Time stops. My breath, the snow, the music…all of it freezes still as the words settle over my chest.

“You…love…me?” I repeat, because my brain isn’t functioning at full capacity, the adrenaline still flooding my system.

She laughs, warm and beautiful, and sets the cups of cocoa on the ground to cup my face with her mittened hands.

“Yes, you. The snowman who is always catching me when I fall. Who gave me a life after Gerald left me high and dry. The man who listens to my fears, who takes his time with me, who makes me feel safe. The man I want.”

The words, like a burst of sun, melt the ice of my heart. Suddenly I know this is it, this is the moment.

I slide off the bench, kneeling with her.

Reaching into my pocket, I grab the small black velvet box.

It’s funny how something so tiny can have all your hopes and dreams wrapped up in it.

I’m shaking so hard that it nearly slips from my fingers.

I crack the lid and present the love of my life with the question that will change the trajectory of my life forever.

“Oh,” she whispers as she looks at my trembling hands.

“It’s nothing like the ring you came here with.

It’s small, crooked, and probably not worth a whole lot more than that cocoa you just bought.

But I saw it and thought of you. You love imperfect things, like me.

This ring has history, and I hope we can continue its story.

And I love you, more than I know what to do with. ”

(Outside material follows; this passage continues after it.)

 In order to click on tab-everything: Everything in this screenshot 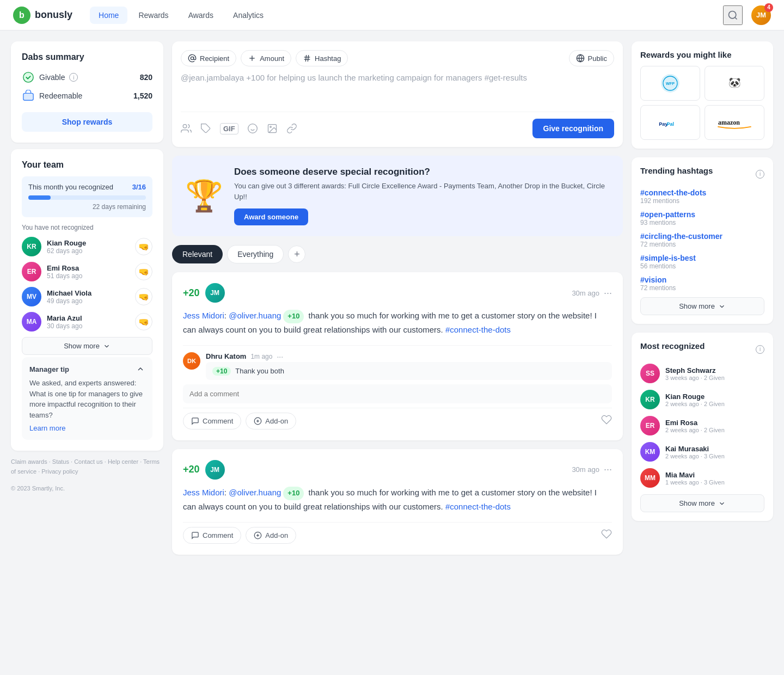, I will do `click(255, 254)`.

Tears gather at the corners of her eyes. My voice is trembling but sure.

“Daphne, will you marry me?”

There’s a beat of silence where my happiness hangs in the balance.

“Yes,” she whispers, and then louder, her voice singing with joy, “YES!”

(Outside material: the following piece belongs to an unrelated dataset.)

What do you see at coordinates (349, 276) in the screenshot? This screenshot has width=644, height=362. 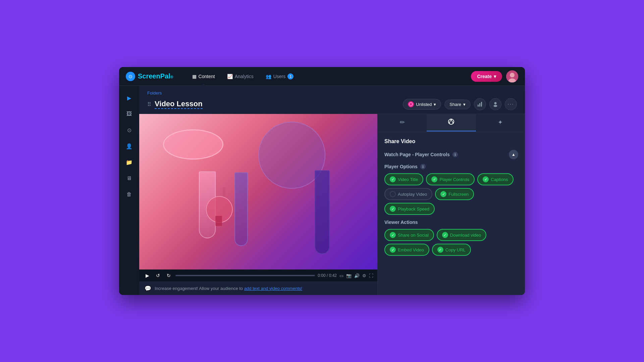 I see `camera-icon: 📷` at bounding box center [349, 276].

The people around us turn, someone in the distance cheers, then another. A wave of hoots and hollers sweeps down the street as if the entire town has been waiting for this moment.

I slide the ring onto her finger, and it’s a damn near perfect fit. The chip in the top corner catches the last of the setting sun, sparkling like a piece of my soul set in gold.

She wraps her arms around my neck, and I kiss her hard. I’ve never felt more alive than at this very moment. Snow swirls around us like confetti as the time-operated Christmas lights of the stores all kick on in unison with the setting sun.

Her hands curl into the fur at my shoulders as I lift her up, cradling her gently in my arms.

I nuzzle my mouth against the hollow of her throat, and it takes everything inside me not to dig my teeth into her skin. I have to bite the inside of my cheek to help quell the bizarre urge. The urge I’ve been feeling for the longest time, now suddenly stronger than ever.

That's when I hear a grating voice cutting through my perfect moment.

“What’s going on here?”

Oh no, it’s him. Gerald stomps across the street, slipping a little with each step. The family matriarch power walks behind him, holding her cane in the air like a jousting weapon.

“Again?” Daphne sighs. “Oh my god! How many times do I have to tell you to leave?” she yells over her shoulder.

But the stuck-up thorn in my side doesn’t get any words out, despite opening his mouth to protest.

He slips dramatically on a patch of ice collecting right in front of the storm drain.

His feet go airborne, his arms windmill, and he lets out a strangled yelp before his back connects with the frozen blacktop of the road with a dull thud.

The entire crowd winces in unison, and his grandmother looks so embarrassed that she slowly backs up. People fill the space between us and Gerald, like a protective bubble of tourists. I think someone even helps him up—seemingly unhurt except for his pride.

Daphne squeezes my hand tightly and leans close, whispering in my ear. “What do you say we get out of here?”